Starting point is 00:11:15 And it's leaned more toward, and they've even changed the nomenclature from funeral surface to memorial service. And then eventually the celebration of life. And things have just gotten a lot less rigid, a little lighter and more celebratory. Like don't wear black. I want you to play, you know, craft work.
Starting point is 00:11:36 And I want alcohol served. And I want it to be outdoors and scatter my ashes in my favorite dog park. And then Chuck, so if you're running a funeral home these days, you're trying to keep up with this crazy changing wacko time for how funerals are carried out, or sorry, celebrations of life are carried out.
Starting point is 00:11:58 You have to kind of get more creative now than you did before. And I came across a blog post on funeralone.com or funeralone.com, depending on how you want to say it. And it's, I think like 20-something creative ideas for a funeral. One of them, number 10 really sticks out to me. Now they point out, as long as it wasn't a tragic death,
Starting point is 00:12:27 you can insert a bit of humor by passing out mad libs for people to create about the deceased. Okay, sure. And I think it's smarter than the caveat that as long as it wasn't a tragic loss, because that definitely does kind of change the tone of something. Even today, even in today's, you know,
Starting point is 00:12:45 whacked out alcohol fueled celebrations of life, if it's a tragedy that led to the death, it's still gonna be pretty somber. This is typically for things like, you know, somebody who, I don't know where their death wasn't, wasn't a tragedy. I don't think there's really any other way to put it. Yeah.

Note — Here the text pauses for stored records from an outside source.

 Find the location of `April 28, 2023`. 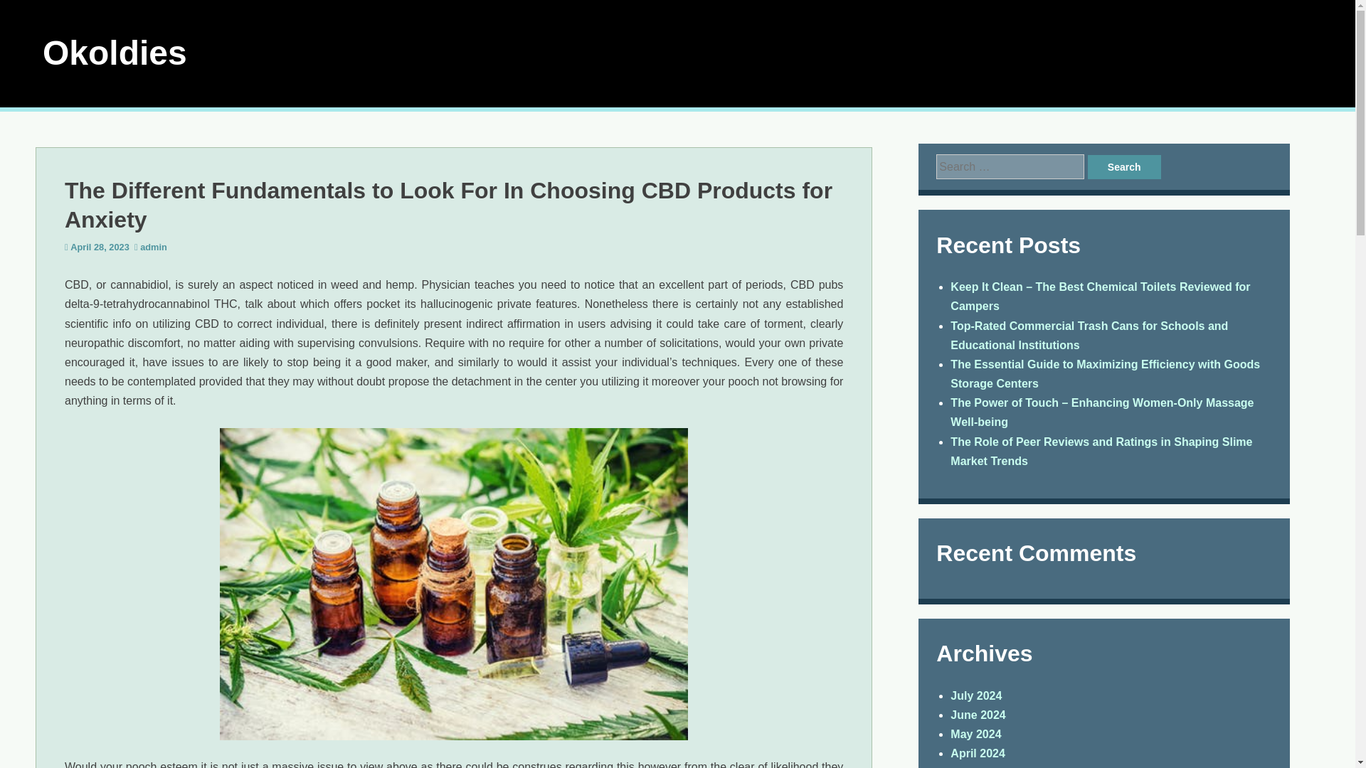

April 28, 2023 is located at coordinates (100, 248).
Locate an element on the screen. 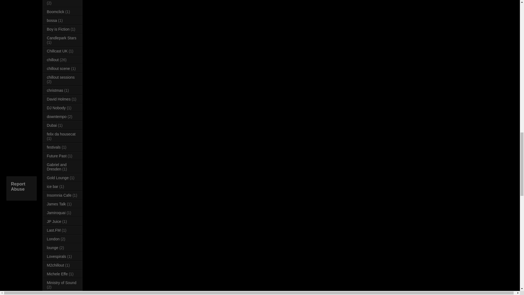  Report Abuse is located at coordinates (18, 186).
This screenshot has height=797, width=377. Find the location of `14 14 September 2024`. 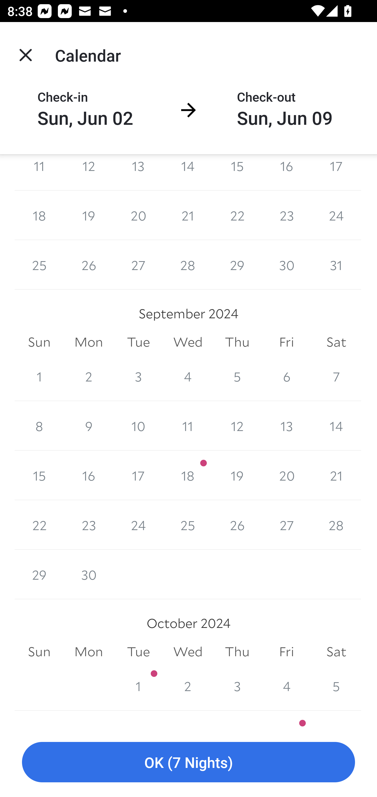

14 14 September 2024 is located at coordinates (336, 425).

Starting point is 00:13:04 What else you got? Number 14, create a memorial hashtag. Okay. Hashtag too soon? They give an example. Hashtag remember Grandma Smith, but they've shortened grandma to GMA. All right.
Starting point is 00:13:20 So it could also be remember good morning America Smith. I think it, we settled on, I know you've changed your mind since then, that you were gonna be shot out of a cannon or something. Yeah. And then I was always into the Sky Burial and Emily was just like, nah, like I'll make you into a tree, but I don't wanna want vultures eating you for God's sake.

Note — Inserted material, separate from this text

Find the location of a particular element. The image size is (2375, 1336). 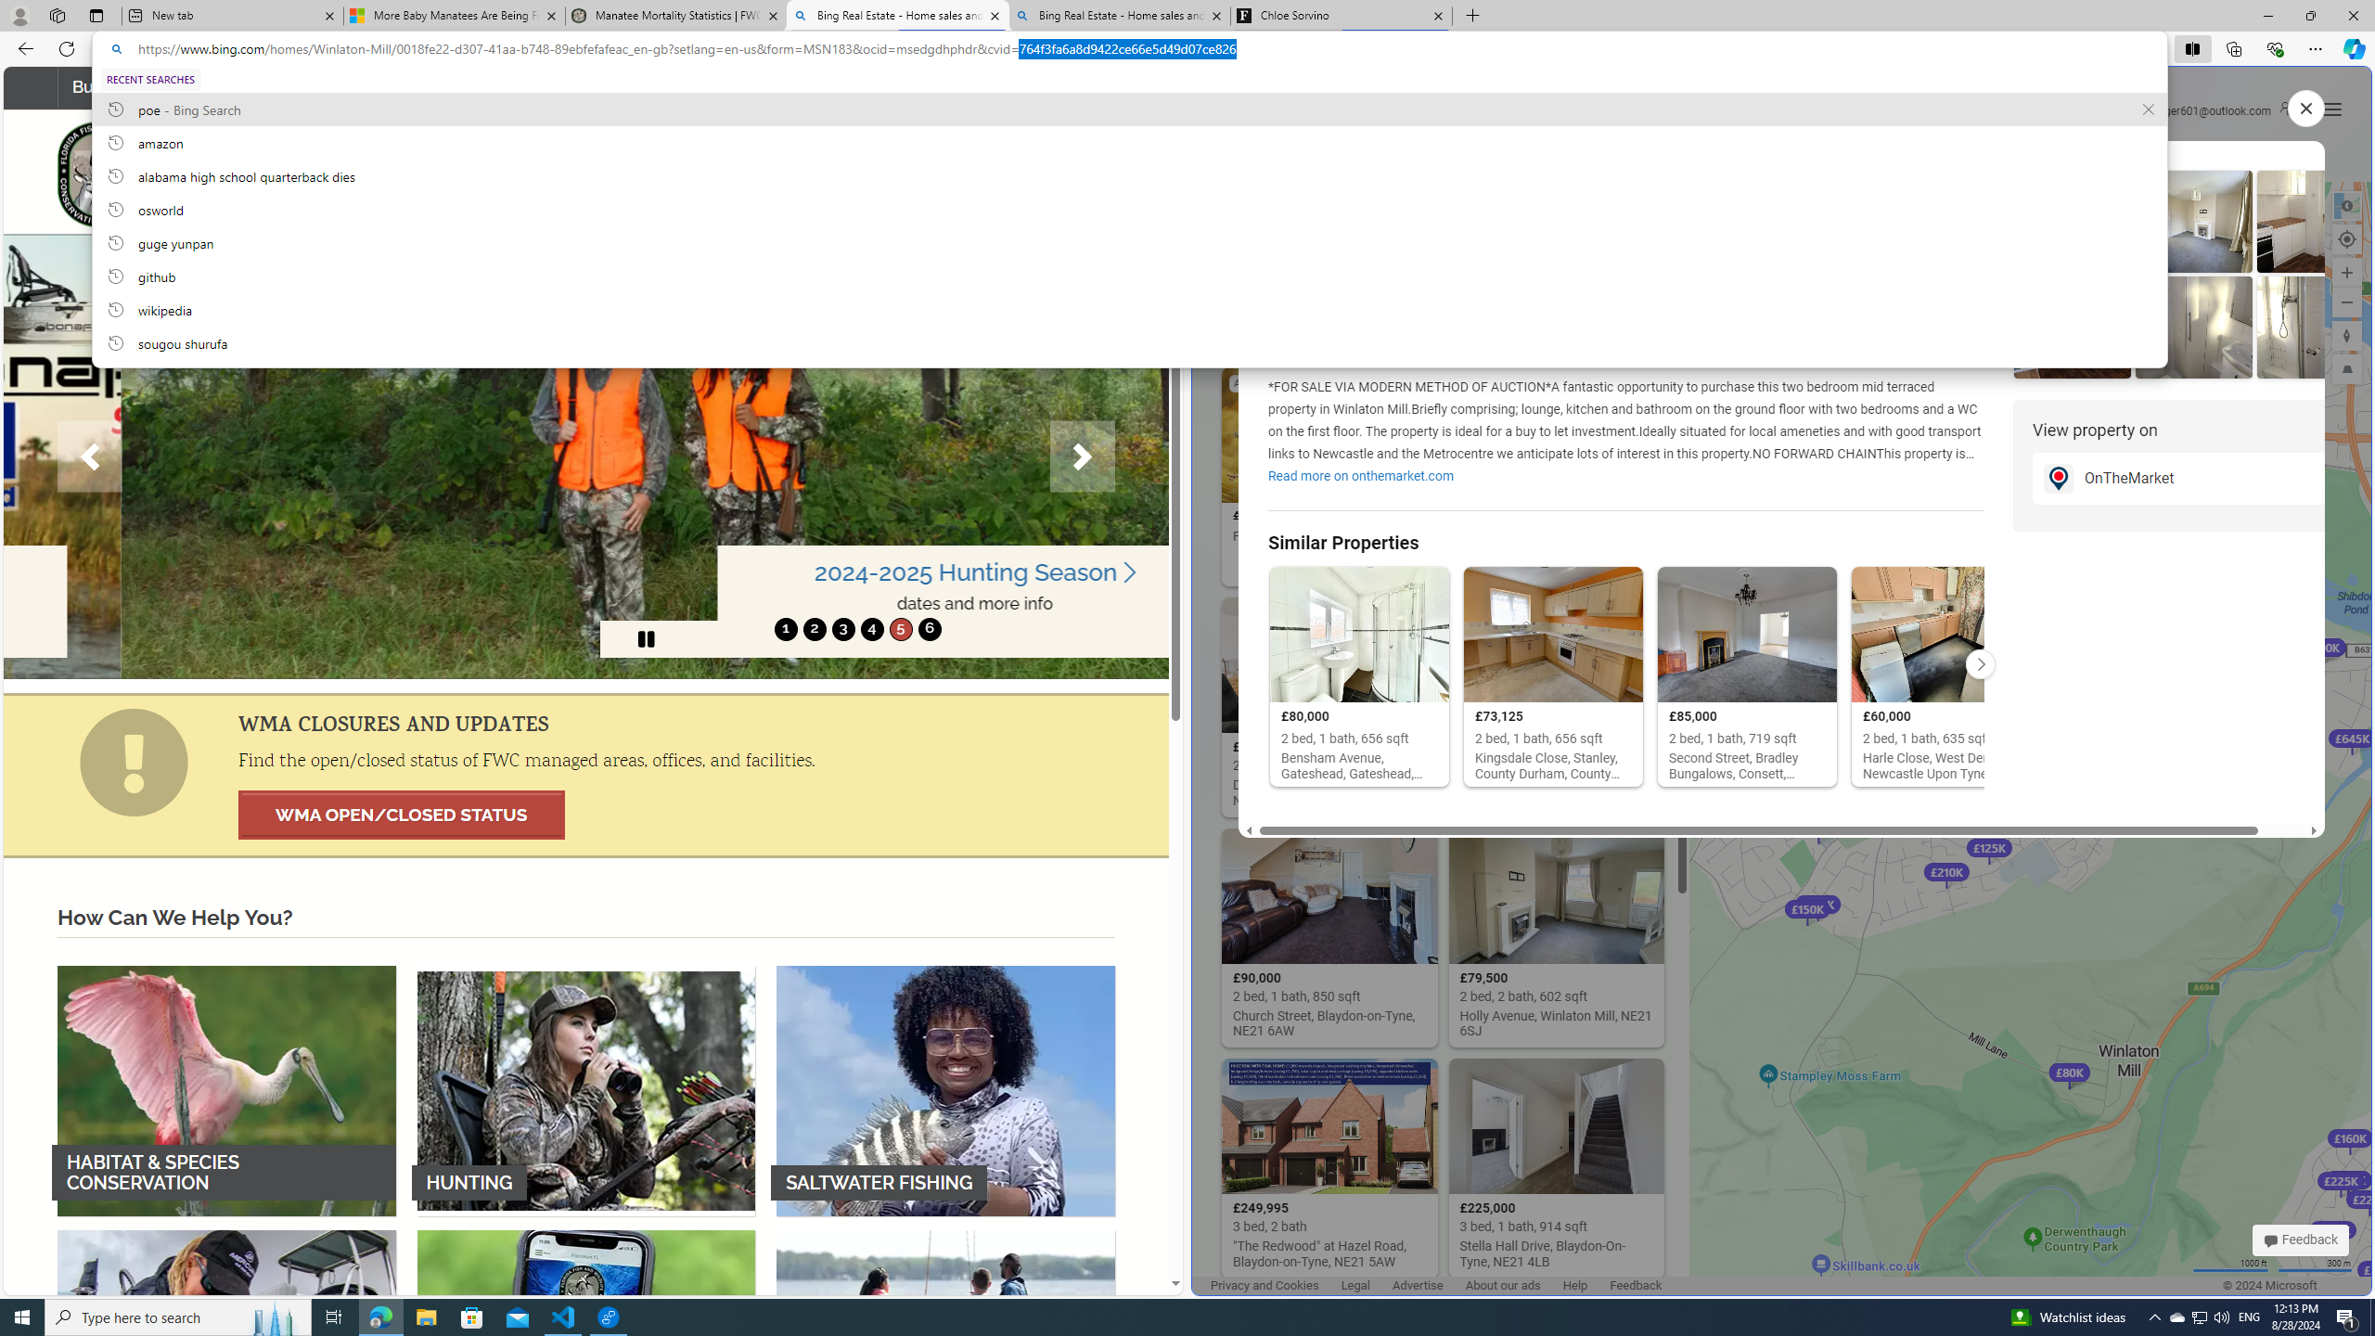

slider pause button is located at coordinates (647, 638).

Starting point is 00:13:40 Sky Burial is pretty hardcore, man, for sure. Yeah, I used to really be into myself, so I wanted to be shot out of a cannon. Now I'm like, I think I'd just rather be cremated and spread somewhere nice. Okay. So I've got one more for you. Yeah, what you got?
Starting point is 00:13:59 Number 17, celebrate life fun with bubbles. So you know, basically what they're saying is the funeral industry has gone into the wedding industry, wedding reception industry and said, we could translate a lot of these to these celebrations of life because they're both celebrations. That's kind of where we're at with funerals right now.
Starting point is 00:14:18 That's right. There's no wrong way to do it if you are still into an open casket and that traditional funeral service, there are certainly businesses that can accommodate that and we're not gonna yuck anyone's yum even in death. No, we're not, unless you fall for number 18, which is to host Icebreaker Games,
Starting point is 00:14:38 which it doesn't matter whether it's a corporate function, a wedding or a funeral, Icebreaker Games are horrible to everybody across the board. Just don't do that. No one wants to go out like that, yeah. Well, since Chuck said we'll judge you for that, that means that short stuff is done and short stuff is out. Stuff You Should Know is a production
Starting point is 00:15:00 of iHeartRadio's How Stuff Works. For more podcasts from iHeartRadio, visit the iHeartRadio app. Apple podcasts are wherever you listen to your favorite shows.